A vector database is purpose-built for one operation: given a query embedding, return the closest items by some similarity metric (cosine, dot product, Euclidean) at scale. The data inside isn't documents or rows in the traditional sense: it's arrays of floating-point numbers, typically 384 to 4096 dimensions, that capture the semantic content of whatever was embedded.
Why this is a separate database category
Traditional databases excel at exact match and range queries on indexed columns. Vector similarity over millions or billions of high-dimensional points needs different data structures (HNSW, IVF, ScaNN) and different memory layouts. Bolting these onto Postgres works for small corpora (and pgvector is excellent for that), but at scale a dedicated vector store is faster and cheaper per query.
When you need one (and when you don't)
You need a vector database when you're doing semantic search, RAG over a corpus, recommendation, or any 'find similar' operation at scale. You don't need one if you're just calling an LLM with prompts: most generative AI use cases that don't have a corpus don't need a vector store at all. Hybrid search (keyword + vector) often outperforms pure vector search; budget for both.
Production options
The pragmatic shortlist: Pinecone (managed, simple, expensive at scale), Weaviate (open-source, self-hostable, full-text + vector built in), Qdrant (open-source, performant, good filtering), pgvector (Postgres extension, best for teams already on Postgres), Elasticsearch with dense vector support (best when you already have an Elasticsearch deployment). Choice depends on scale, latency budget, filtering requirements, and how much operational work the team can absorb.
How Prosigns approaches vector databases
We pick the store after we've measured retrieval quality on the client's real data: never before. The first decision in a RAG engagement isn't which vector DB but which retrieval strategy: dense alone, sparse alone, hybrid, or hybrid plus a reranker. Most teams over-invest in vector DB choice and under-invest in retrieval quality measurement; we flip that ratio.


§ **EXERCISE REQUIREMENTS**: Go through the data and retrieve each line that includes the string "interactable".

[Stored data]
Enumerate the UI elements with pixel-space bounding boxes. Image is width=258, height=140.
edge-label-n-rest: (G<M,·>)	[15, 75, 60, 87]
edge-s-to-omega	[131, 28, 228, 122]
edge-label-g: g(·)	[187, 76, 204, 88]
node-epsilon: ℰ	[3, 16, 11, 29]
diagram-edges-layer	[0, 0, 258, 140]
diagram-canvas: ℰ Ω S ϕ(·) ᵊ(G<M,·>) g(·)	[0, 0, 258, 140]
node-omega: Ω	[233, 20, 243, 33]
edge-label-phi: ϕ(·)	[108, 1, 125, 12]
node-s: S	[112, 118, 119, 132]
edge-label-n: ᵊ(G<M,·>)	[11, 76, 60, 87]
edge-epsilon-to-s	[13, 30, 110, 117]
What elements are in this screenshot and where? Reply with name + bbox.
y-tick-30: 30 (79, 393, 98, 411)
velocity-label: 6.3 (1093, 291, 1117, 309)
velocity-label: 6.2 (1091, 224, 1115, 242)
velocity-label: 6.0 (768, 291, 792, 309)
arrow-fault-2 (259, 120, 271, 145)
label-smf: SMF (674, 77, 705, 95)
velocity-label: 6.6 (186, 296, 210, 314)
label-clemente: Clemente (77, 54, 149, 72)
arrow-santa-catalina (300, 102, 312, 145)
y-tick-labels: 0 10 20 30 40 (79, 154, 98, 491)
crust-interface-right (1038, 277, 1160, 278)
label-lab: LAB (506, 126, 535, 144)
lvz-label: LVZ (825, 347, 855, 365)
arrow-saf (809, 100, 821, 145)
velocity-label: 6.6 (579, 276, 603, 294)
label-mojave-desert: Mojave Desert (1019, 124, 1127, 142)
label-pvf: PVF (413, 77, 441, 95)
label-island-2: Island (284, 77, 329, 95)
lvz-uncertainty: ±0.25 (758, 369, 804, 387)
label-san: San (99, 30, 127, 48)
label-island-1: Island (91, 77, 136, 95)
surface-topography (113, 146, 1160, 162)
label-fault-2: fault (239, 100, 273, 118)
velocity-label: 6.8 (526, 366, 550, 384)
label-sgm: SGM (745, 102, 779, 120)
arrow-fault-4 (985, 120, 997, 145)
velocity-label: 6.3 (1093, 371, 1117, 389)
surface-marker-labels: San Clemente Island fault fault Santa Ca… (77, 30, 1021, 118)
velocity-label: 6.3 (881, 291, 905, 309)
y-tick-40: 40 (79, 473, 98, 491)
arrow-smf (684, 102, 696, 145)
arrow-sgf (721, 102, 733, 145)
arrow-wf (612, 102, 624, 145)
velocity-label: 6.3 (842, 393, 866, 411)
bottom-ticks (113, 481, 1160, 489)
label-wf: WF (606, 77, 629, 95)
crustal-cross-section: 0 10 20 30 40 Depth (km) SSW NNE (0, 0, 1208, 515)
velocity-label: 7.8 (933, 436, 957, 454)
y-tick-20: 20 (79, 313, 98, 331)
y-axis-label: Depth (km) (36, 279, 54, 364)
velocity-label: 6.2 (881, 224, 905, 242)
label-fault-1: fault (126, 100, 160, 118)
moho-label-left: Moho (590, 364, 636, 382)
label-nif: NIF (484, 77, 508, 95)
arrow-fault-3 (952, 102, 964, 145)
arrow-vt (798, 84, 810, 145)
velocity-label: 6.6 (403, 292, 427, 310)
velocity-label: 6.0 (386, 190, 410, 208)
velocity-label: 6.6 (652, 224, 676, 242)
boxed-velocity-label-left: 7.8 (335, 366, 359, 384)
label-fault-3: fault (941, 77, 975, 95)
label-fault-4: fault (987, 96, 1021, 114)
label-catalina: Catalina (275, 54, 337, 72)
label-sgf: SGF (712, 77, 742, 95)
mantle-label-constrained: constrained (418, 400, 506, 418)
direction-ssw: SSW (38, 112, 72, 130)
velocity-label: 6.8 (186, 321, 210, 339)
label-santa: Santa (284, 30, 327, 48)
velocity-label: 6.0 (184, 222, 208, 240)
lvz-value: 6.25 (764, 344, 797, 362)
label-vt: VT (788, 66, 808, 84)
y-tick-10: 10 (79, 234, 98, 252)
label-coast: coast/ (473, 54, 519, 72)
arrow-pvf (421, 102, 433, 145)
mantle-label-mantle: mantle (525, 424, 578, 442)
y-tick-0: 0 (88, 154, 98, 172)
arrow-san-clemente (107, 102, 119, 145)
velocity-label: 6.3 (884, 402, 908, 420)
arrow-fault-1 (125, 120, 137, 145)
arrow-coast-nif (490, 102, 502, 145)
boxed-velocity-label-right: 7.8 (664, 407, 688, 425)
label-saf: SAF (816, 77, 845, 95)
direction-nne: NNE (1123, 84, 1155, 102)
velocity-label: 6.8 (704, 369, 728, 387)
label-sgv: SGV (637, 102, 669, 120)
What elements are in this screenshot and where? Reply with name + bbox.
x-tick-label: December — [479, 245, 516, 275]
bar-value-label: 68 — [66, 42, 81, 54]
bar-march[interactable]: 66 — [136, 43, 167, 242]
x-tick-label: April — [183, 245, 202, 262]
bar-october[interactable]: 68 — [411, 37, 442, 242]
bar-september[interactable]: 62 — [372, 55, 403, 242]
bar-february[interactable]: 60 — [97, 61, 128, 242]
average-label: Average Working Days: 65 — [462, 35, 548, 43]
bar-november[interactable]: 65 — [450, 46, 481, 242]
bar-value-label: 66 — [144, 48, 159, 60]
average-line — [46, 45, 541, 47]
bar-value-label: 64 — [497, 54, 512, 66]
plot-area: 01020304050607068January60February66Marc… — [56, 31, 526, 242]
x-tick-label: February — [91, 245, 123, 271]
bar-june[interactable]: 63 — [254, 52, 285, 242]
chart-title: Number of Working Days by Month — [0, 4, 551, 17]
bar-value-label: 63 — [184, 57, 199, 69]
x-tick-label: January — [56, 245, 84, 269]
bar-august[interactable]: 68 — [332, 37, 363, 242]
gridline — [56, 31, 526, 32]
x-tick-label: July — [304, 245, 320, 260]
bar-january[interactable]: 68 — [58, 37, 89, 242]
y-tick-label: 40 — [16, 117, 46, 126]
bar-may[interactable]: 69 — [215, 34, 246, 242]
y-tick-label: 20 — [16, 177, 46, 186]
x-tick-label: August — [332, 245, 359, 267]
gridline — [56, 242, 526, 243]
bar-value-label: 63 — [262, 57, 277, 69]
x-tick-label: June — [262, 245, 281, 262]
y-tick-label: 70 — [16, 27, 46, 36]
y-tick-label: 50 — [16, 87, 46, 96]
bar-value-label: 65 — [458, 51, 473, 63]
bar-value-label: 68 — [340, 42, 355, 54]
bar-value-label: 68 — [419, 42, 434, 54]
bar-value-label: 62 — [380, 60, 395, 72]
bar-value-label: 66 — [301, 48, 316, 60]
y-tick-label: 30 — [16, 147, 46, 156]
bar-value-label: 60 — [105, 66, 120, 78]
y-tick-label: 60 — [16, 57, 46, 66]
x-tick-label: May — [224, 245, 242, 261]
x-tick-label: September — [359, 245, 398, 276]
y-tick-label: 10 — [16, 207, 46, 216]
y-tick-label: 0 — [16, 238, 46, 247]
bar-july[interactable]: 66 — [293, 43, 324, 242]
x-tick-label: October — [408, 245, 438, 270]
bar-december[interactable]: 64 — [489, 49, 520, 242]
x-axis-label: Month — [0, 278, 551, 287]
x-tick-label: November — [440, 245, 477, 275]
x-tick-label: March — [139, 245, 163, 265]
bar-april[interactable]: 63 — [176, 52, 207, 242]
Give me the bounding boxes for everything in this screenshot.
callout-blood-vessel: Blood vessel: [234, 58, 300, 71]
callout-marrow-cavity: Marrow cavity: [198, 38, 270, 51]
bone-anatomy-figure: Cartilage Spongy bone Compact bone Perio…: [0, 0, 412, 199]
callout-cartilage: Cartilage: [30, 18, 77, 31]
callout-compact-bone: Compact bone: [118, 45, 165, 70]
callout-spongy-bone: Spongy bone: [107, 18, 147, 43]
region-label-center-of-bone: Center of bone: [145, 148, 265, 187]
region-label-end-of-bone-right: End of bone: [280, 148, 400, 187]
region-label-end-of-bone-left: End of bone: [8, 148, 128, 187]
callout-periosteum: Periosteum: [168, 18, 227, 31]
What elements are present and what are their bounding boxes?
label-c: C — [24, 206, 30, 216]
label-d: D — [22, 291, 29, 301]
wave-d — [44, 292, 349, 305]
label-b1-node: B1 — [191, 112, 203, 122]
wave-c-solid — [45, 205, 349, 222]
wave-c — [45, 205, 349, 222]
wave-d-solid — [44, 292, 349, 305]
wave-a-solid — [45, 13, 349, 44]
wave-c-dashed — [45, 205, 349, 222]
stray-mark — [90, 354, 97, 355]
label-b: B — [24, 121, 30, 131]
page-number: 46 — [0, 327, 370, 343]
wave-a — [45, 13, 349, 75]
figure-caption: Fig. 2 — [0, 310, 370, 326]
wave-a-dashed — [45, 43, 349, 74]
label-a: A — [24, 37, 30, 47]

§ **ANSWER TO THIS EXERCISE**:
bar-march[interactable]: 66 — [136, 43, 167, 242]
bar-october[interactable]: 68 — [411, 37, 442, 242]
bar-september[interactable]: 62 — [372, 55, 403, 242]
bar-february[interactable]: 60 — [97, 61, 128, 242]
bar-november[interactable]: 65 — [450, 46, 481, 242]
bar-june[interactable]: 63 — [254, 52, 285, 242]
bar-august[interactable]: 68 — [332, 37, 363, 242]
bar-january[interactable]: 68 — [58, 37, 89, 242]
bar-may[interactable]: 69 — [215, 34, 246, 242]
bar-july[interactable]: 66 — [293, 43, 324, 242]
bar-december[interactable]: 64 — [489, 49, 520, 242]
bar-april[interactable]: 63 — [176, 52, 207, 242]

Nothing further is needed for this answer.